| Sunday 12 October | 20:00 | Sky Movies Drama |
Nobody does steel-eyed, furrowed-browed introspection quite like America...and September 11 allowed them to create their own heroes and demonise their own villains like never before.
Director Oliver Stone appears to have switched political wings from left to right to flag wave his way through the terrible events of that day using the eyes of a couple of regular-guy New York cops.
Veteran sergeant John McLaughlin (Cage), a taciturn family man, and officer Will Jimeno (Pena), a young newly-wed, find themselves pinned down by rubble in an air gap following the collapse of the towers.
At home their wives - Maria Bello and Maggie Gyllenhaal - anxiously watch the television and wait by the phones...but not only does nobody know they are there but no-one believes anyone could have survived.
Stone rigorously employs standard storytelling techniques to recount the sequence of events.
So we are constantly cutting between Cage and Pena, their increasingly desperate spouses and the oblivious rescue teams above them.
It's a perfectly valid approach but over-familiarity with the style risks rendering the characters bland stereotypes while the decision to use name actors means their celebrity detracts from the real flesh and blood heroes.
The introduction of "Captain America" - a God-fearing, lantern-jawed ex-marine who dons his fatigues and strides into Ground Zero to locate the men (and then does two tours of Iraq) smacks of the sort of turning-defeat-into-victory nonsense Michael Bay shamelessly mined in Pearl Harbor.
British director Paul Greengrass showed you don't need to do this. His sublimely crafted United 93 dealt with the same terrorist outrage...but a cast of unknowns ensured you left the cinema impotently raging at the killers while hailing the heroics of the doomed passengers.
Sure, there are some scenes that sear themselves onto your mind - the jokey cops stunned into a grotesque silence as they realise the attacks are for real and the brief shadow of an airliner darkening a building en route to the towers.
However - outside American cinemas - it never really comes over as anything more than a slick disaster movie.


◆ **REQUIREMENT**: Copy exactly the lines of the data below that run from the line holding "Itemize the components" through the line holding "What elements are", both ends included.

[RECORDS FOR THIS EXERCISE Boundary: Start]

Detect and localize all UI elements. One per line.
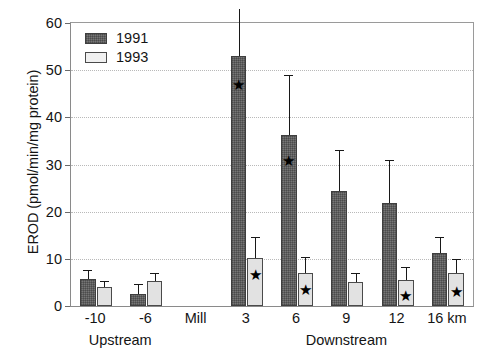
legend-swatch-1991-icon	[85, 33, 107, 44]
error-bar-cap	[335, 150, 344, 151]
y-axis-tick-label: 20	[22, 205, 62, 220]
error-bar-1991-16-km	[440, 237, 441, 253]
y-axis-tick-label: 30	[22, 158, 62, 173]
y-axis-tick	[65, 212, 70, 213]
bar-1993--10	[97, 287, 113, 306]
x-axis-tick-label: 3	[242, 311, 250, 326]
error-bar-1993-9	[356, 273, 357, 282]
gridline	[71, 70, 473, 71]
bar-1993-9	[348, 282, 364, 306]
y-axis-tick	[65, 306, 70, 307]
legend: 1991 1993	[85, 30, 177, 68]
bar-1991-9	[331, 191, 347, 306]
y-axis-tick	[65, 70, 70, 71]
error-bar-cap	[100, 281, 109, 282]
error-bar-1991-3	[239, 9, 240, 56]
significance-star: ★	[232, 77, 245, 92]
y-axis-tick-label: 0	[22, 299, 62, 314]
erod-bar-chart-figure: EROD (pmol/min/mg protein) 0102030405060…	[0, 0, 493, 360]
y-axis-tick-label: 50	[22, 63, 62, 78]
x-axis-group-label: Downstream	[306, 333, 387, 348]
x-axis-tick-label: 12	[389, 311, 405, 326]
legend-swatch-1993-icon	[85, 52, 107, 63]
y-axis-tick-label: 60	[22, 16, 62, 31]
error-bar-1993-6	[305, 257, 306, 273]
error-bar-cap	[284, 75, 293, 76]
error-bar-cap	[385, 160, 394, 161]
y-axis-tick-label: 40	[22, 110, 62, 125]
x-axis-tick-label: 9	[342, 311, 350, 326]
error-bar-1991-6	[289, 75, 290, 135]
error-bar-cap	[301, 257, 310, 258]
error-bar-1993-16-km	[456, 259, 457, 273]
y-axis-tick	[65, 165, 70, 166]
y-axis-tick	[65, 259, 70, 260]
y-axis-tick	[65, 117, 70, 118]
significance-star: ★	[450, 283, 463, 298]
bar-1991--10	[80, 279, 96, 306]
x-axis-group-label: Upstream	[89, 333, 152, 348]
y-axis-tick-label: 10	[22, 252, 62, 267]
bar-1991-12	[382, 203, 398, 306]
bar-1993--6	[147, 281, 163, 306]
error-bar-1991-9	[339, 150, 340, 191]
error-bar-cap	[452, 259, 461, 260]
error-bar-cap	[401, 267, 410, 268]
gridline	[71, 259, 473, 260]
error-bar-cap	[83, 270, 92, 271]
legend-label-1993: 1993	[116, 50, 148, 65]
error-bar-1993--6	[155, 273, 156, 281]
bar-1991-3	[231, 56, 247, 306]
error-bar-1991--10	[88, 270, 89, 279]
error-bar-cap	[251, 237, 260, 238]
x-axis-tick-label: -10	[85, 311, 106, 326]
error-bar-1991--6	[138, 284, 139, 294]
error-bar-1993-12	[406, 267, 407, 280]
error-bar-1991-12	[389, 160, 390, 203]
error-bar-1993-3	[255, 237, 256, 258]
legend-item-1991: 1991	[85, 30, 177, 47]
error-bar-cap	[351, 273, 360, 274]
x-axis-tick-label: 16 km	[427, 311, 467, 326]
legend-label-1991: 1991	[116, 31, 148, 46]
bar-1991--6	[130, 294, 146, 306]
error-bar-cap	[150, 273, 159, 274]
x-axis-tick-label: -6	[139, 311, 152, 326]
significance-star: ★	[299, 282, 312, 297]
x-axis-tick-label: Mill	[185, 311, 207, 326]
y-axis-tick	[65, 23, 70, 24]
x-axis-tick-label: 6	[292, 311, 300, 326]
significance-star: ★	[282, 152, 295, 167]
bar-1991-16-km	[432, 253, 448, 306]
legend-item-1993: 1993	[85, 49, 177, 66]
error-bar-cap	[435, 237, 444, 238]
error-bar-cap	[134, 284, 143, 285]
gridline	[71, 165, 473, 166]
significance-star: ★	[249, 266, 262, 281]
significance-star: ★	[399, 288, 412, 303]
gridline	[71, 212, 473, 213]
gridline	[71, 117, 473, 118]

[RECORDS FOR THIS EXERCISE Boundary: End]
[RECORDS FOR THIS EXERCISE Boundary: Start]

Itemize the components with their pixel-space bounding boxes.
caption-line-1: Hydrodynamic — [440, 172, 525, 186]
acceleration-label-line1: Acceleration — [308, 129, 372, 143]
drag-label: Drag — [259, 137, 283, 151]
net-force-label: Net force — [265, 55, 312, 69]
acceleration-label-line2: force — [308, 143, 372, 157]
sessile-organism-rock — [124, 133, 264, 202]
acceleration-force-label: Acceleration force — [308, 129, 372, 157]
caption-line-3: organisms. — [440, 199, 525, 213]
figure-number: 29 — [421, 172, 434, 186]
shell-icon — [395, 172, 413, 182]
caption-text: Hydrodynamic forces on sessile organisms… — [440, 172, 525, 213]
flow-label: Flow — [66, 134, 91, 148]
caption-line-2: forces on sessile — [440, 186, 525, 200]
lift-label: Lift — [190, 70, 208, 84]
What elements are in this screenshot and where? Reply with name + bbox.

[RECORDS FOR THIS EXERCISE Boundary: End]

◆ **RESULT**:
Itemize the components with their pixel-space bounding boxes.
caption-line-1: Hydrodynamic — [440, 172, 525, 186]
acceleration-label-line1: Acceleration — [308, 129, 372, 143]
drag-label: Drag — [259, 137, 283, 151]
net-force-label: Net force — [265, 55, 312, 69]
acceleration-label-line2: force — [308, 143, 372, 157]
sessile-organism-rock — [124, 133, 264, 202]
acceleration-force-label: Acceleration force — [308, 129, 372, 157]
caption-line-3: organisms. — [440, 199, 525, 213]
figure-number: 29 — [421, 172, 434, 186]
shell-icon — [395, 172, 413, 182]
caption-text: Hydrodynamic forces on sessile organisms… — [440, 172, 525, 213]
flow-label: Flow — [66, 134, 91, 148]
caption-line-2: forces on sessile — [440, 186, 525, 200]
lift-label: Lift — [190, 70, 208, 84]
What elements are in this screenshot and where? Reply with name + bbox.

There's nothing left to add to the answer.